Charter schools are heavily regulated and depend on approvals by school boards and other government officials to operate, so convincing school board members of the company's viability was a critical step for nascent charter management outfits.
Jim Pegg, who served as director of the charter schools department for the Palm Beach County school district - which added a Mavericks charter school after Biden joined the company - until his retirement earlier this year, called Frank Biden the "Front guy" for the company, and suggested that the political connections associated with his last name earned him the Mavericks gig.
A former board member for a Mavericks school in Tampa, Florida - which at one point hosted two Mavericks schools - made similar observations.
Dr. Debra Robinson said during the school board meeting that she supported the viability of Mavericks' plan, but objected on the grounds that the school board changed its process to permit Mavericks to resubmit its application and make their case before the board.
A 2014 lawsuit filed by two Pinellas County school district executives - which named Frank Biden as a defendant - accused Mavericks of "Falsely inflating the operating expenses associated with the operations of the charter schools" in an effort to "Divert funds from the education of the students to the owners of [Mavericks]" - to the tune of $22 million.
"Charter management companies can only make money or be profitable if they find a way to maximize per-pupil funding that goes to the school," said Michael Serpe, a spokesperson for EdisonLearning, another for-profit charter school company that later acquired Mavericks' charters.
"These were schools for high school students who dropped-out of traditional public high schools," the person said.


→ Problem requirements:
In the listing below, how many lines contain the word "private"? Please respond with the number only.

== Segment start ==

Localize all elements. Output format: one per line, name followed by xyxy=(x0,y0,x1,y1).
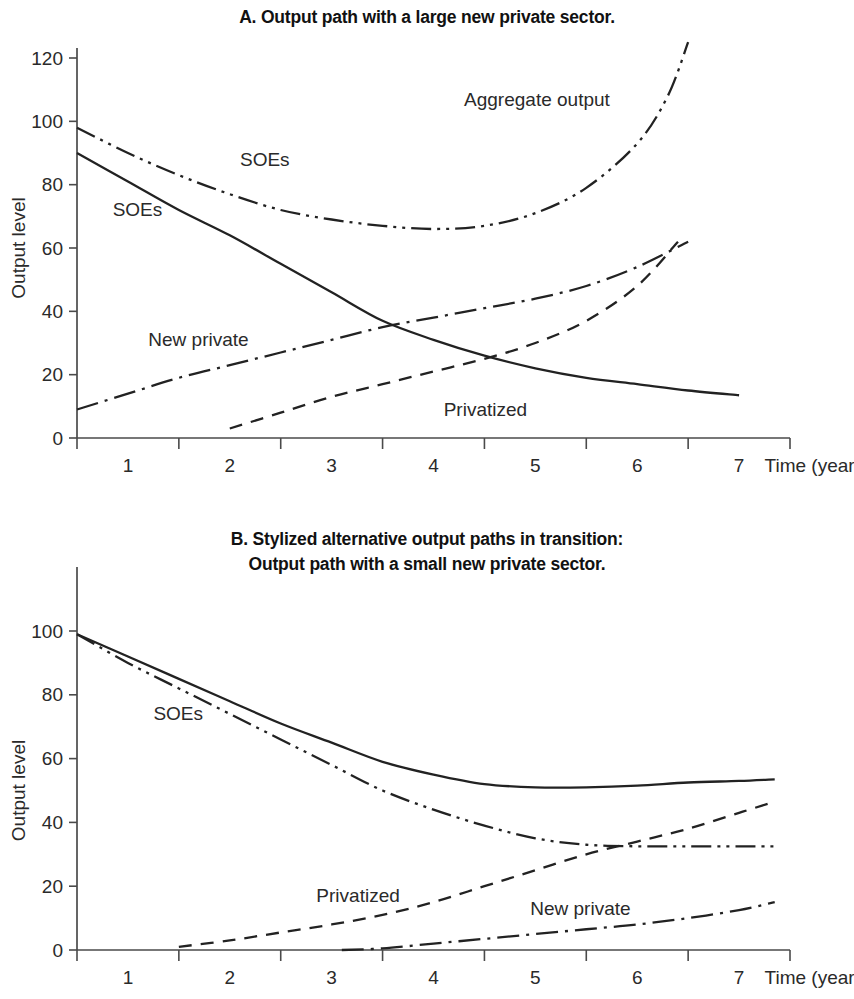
series-curve-soes xyxy=(77,634,775,846)
x-tick-label: 3 xyxy=(326,455,337,476)
x-tick-label: 7 xyxy=(734,455,745,476)
y-tick-label: 100 xyxy=(31,621,63,642)
y-tick-label: 40 xyxy=(42,301,63,322)
x-axis-title: Time (years) xyxy=(765,455,854,476)
y-axis-title: Output level xyxy=(8,740,29,841)
y-axis-title: Output level xyxy=(8,197,29,298)
y-tick-label: 80 xyxy=(42,174,63,195)
series-label-soes: SOEs xyxy=(113,199,163,220)
panel-b-plot: 0204060801001234567Output levelSOEsPriva… xyxy=(0,500,854,999)
y-tick-label: 60 xyxy=(42,748,63,769)
series-label-soes: SOEs xyxy=(240,149,290,170)
series-curve-aggregate-output xyxy=(77,42,688,229)
series-label-privatized: Privatized xyxy=(444,399,527,420)
panel-a-chart: A. Output path with a large new private … xyxy=(0,0,854,500)
y-tick-label: 100 xyxy=(31,111,63,132)
panel-a-plot: 0204060801001201234567Output levelSOEsSO… xyxy=(0,0,854,500)
panel-b-chart: B. Stylized alternative output paths in … xyxy=(0,500,854,999)
series-label-new-private: New private xyxy=(148,329,248,350)
y-tick-label: 120 xyxy=(31,48,63,69)
series-label-privatized: Privatized xyxy=(316,885,399,906)
series-curve-soes xyxy=(77,153,739,395)
x-tick-label: 2 xyxy=(224,455,235,476)
y-tick-label: 0 xyxy=(52,940,63,961)
x-tick-label: 3 xyxy=(326,967,337,988)
y-tick-label: 20 xyxy=(42,364,63,385)
x-tick-label: 7 xyxy=(734,967,745,988)
x-axis-title: Time (years) xyxy=(765,967,854,988)
y-tick-label: 20 xyxy=(42,876,63,897)
x-tick-label: 1 xyxy=(123,967,134,988)
x-tick-label: 6 xyxy=(632,967,643,988)
series-label-aggregate-output: Aggregate output xyxy=(464,89,611,110)
y-tick-label: 80 xyxy=(42,684,63,705)
x-tick-label: 5 xyxy=(530,455,541,476)
y-tick-label: 60 xyxy=(42,238,63,259)
x-tick-label: 4 xyxy=(428,967,439,988)
x-tick-label: 6 xyxy=(632,455,643,476)
y-tick-label: 40 xyxy=(42,812,63,833)
x-tick-label: 2 xyxy=(224,967,235,988)
x-tick-label: 5 xyxy=(530,967,541,988)
x-tick-label: 1 xyxy=(123,455,134,476)
series-label-soes: SOEs xyxy=(153,703,203,724)
x-tick-label: 4 xyxy=(428,455,439,476)
y-tick-label: 0 xyxy=(52,428,63,449)
series-label-new-private: New private xyxy=(530,898,630,919)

== Segment end ==

→ Your response:
3